Conceptually, I really like the idea of gradelessness. In practical terms, though, it's a bit of a mixed bag--and the difference seems to be entirely one of buy-in: students that are already invested in the broader goals of education are cheerfully engaged with the new directions and activities of the gradeless classroom. Students that were not particularly invested are sometimes floundering.
I am in a pretty ideal position for doing field observation on this dichotomy. I currently teach a highly-motivated and mostly university-bound 3U English class, a significantly less-motivated and mostly trades and college bound 4C English class, and--to complete the split--a stacked 4U/C Writers' Craft class: a little bit of everything.
The 3U class mostly loves this. They are embracing the opportunities to revise, to teach themselves and each other, to choose texts and topics that are of personal interest. And they are learning. We have done less "work," but we have done it more intensively and more focused on particular individual needs, and it is already paying off. My 3U class, like most 3U classes I've ever taught, was generally a productive and engaged roomful of people helping each other get better at the task at hand.
The 4C class, on the other hand, is for the most part languishing. They're nice people, don't get me wrong, but there is not a strong built-in culture of self-improvement in this room--at least, not as regards English skills. Around a third of the class has directly told me that they just "want a 51% and to get the hell out of high school," and they are playing this class the same way they have played every other boring high school course they've ever taken--look for the quickest, easiest way to meet the minimum requirements, then stop.
Trouble is, this class is different, and the expectations are different, and what they're doing is not likely to result in a passing evaluation at midterm. The change has been too dramatic for some of them, and others simply do not take me seriously--the only part of the talk about what a gradeless classroom looks like that has sunk in is the half-misunderstood notion that they "get to give themselves their own grade."
All my efforts to impress on them that "the bare minimum" is no longer sufficient for a pass are currently falling on deaf ears. When I give them checklists asking them if they've done the process work, they blithely check every box, even if there's no evidence to support it. When I remind them that one of the important considerations is how they use class time, they nod sagely and then surreptitiously return to playing games on their phones. "Don't worry, sir," they reassure me; "it'll get done"--as if "getting it done" was all that was required.
Gradeless classrooms shouldn't be reserved for academically-inclined students. But much more work needs to be done both to explain and to sell the concept to my disinclined students; much more work needs to be done (probably much earlier in their academic careers, mostly not even within the walls of the classroom) to create a cultural expectation that we do not go to school with intent merely to demonstrate minimal proficiency, but with intent to set personal goals, work hard, and show progress.
Of course, that should be--and for the most part is--the aspiration of every teacher for every student in every course; and yet we find ourselves, time and time again, facing a wall of resigned apathy from disenfranchised senior students like some cold war detente: "Don't make me work too hard," they seem to say, "and I won't make your life difficult."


Task statement
Keep the wording of the records intact as you retype them, and omit every image.

━━━ Records for the exercise ━━━

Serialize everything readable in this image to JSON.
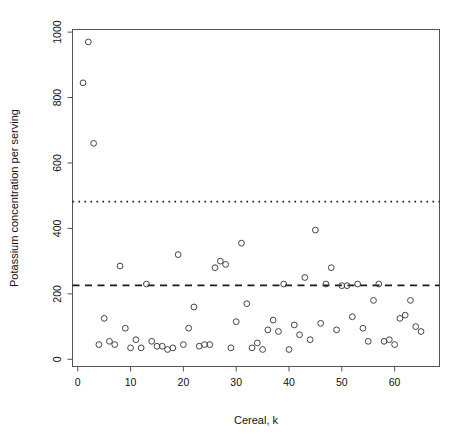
{
  "chart_data": {
    "type": "scatter",
    "title": "",
    "xlabel": "Cereal, k",
    "ylabel": "Potassium concentration per serving",
    "xlim": [
      -1.0,
      68.5
    ],
    "ylim": [
      -22,
      1008
    ],
    "xticks": [
      0,
      10,
      20,
      30,
      40,
      50,
      60
    ],
    "yticks": [
      0,
      200,
      400,
      600,
      800,
      1000
    ],
    "xtick_labels": [
      "0",
      "10",
      "20",
      "30",
      "40",
      "50",
      "60"
    ],
    "ytick_labels": [
      "0",
      "200",
      "400",
      "600",
      "800",
      "1000"
    ],
    "grid": false,
    "legend": null,
    "point_marker": "open-circle",
    "point_color": "#444444",
    "x": [
      1,
      2,
      3,
      4,
      5,
      6,
      7,
      8,
      9,
      10,
      11,
      12,
      13,
      14,
      15,
      16,
      17,
      18,
      19,
      20,
      21,
      22,
      23,
      24,
      25,
      26,
      27,
      28,
      29,
      30,
      31,
      32,
      33,
      34,
      35,
      36,
      37,
      38,
      39,
      40,
      41,
      42,
      43,
      44,
      45,
      46,
      47,
      48,
      49,
      50,
      51,
      52,
      53,
      54,
      55,
      56,
      57,
      58,
      59,
      60,
      61,
      62,
      63,
      64,
      65
    ],
    "y": [
      845,
      970,
      660,
      45,
      125,
      55,
      45,
      285,
      95,
      35,
      60,
      35,
      230,
      55,
      40,
      40,
      30,
      35,
      320,
      45,
      95,
      160,
      40,
      45,
      45,
      280,
      300,
      290,
      35,
      115,
      355,
      170,
      35,
      50,
      30,
      90,
      120,
      85,
      230,
      30,
      105,
      75,
      250,
      60,
      395,
      110,
      230,
      280,
      90,
      225,
      225,
      130,
      230,
      95,
      55,
      180,
      230,
      55,
      60,
      45,
      125,
      135,
      180,
      100,
      85
    ],
    "reference_lines": [
      {
        "name": "dotted-reference-line",
        "value": 482,
        "style": "dotted"
      },
      {
        "name": "dashed-reference-line",
        "value": 226,
        "style": "dashed"
      }
    ]
  }
}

━━━

Response area
Serialize everything readable in this image to JSON.
{
  "chart_data": {
    "type": "scatter",
    "title": "",
    "xlabel": "Cereal, k",
    "ylabel": "Potassium concentration per serving",
    "xlim": [
      -1.0,
      68.5
    ],
    "ylim": [
      -22,
      1008
    ],
    "xticks": [
      0,
      10,
      20,
      30,
      40,
      50,
      60
    ],
    "yticks": [
      0,
      200,
      400,
      600,
      800,
      1000
    ],
    "xtick_labels": [
      "0",
      "10",
      "20",
      "30",
      "40",
      "50",
      "60"
    ],
    "ytick_labels": [
      "0",
      "200",
      "400",
      "600",
      "800",
      "1000"
    ],
    "grid": false,
    "legend": null,
    "point_marker": "open-circle",
    "point_color": "#444444",
    "x": [
      1,
      2,
      3,
      4,
      5,
      6,
      7,
      8,
      9,
      10,
      11,
      12,
      13,
      14,
      15,
      16,
      17,
      18,
      19,
      20,
      21,
      22,
      23,
      24,
      25,
      26,
      27,
      28,
      29,
      30,
      31,
      32,
      33,
      34,
      35,
      36,
      37,
      38,
      39,
      40,
      41,
      42,
      43,
      44,
      45,
      46,
      47,
      48,
      49,
      50,
      51,
      52,
      53,
      54,
      55,
      56,
      57,
      58,
      59,
      60,
      61,
      62,
      63,
      64,
      65
    ],
    "y": [
      845,
      970,
      660,
      45,
      125,
      55,
      45,
      285,
      95,
      35,
      60,
      35,
      230,
      55,
      40,
      40,
      30,
      35,
      320,
      45,
      95,
      160,
      40,
      45,
      45,
      280,
      300,
      290,
      35,
      115,
      355,
      170,
      35,
      50,
      30,
      90,
      120,
      85,
      230,
      30,
      105,
      75,
      250,
      60,
      395,
      110,
      230,
      280,
      90,
      225,
      225,
      130,
      230,
      95,
      55,
      180,
      230,
      55,
      60,
      45,
      125,
      135,
      180,
      100,
      85
    ],
    "reference_lines": [
      {
        "name": "dotted-reference-line",
        "value": 482,
        "style": "dotted"
      },
      {
        "name": "dashed-reference-line",
        "value": 226,
        "style": "dashed"
      }
    ]
  }
}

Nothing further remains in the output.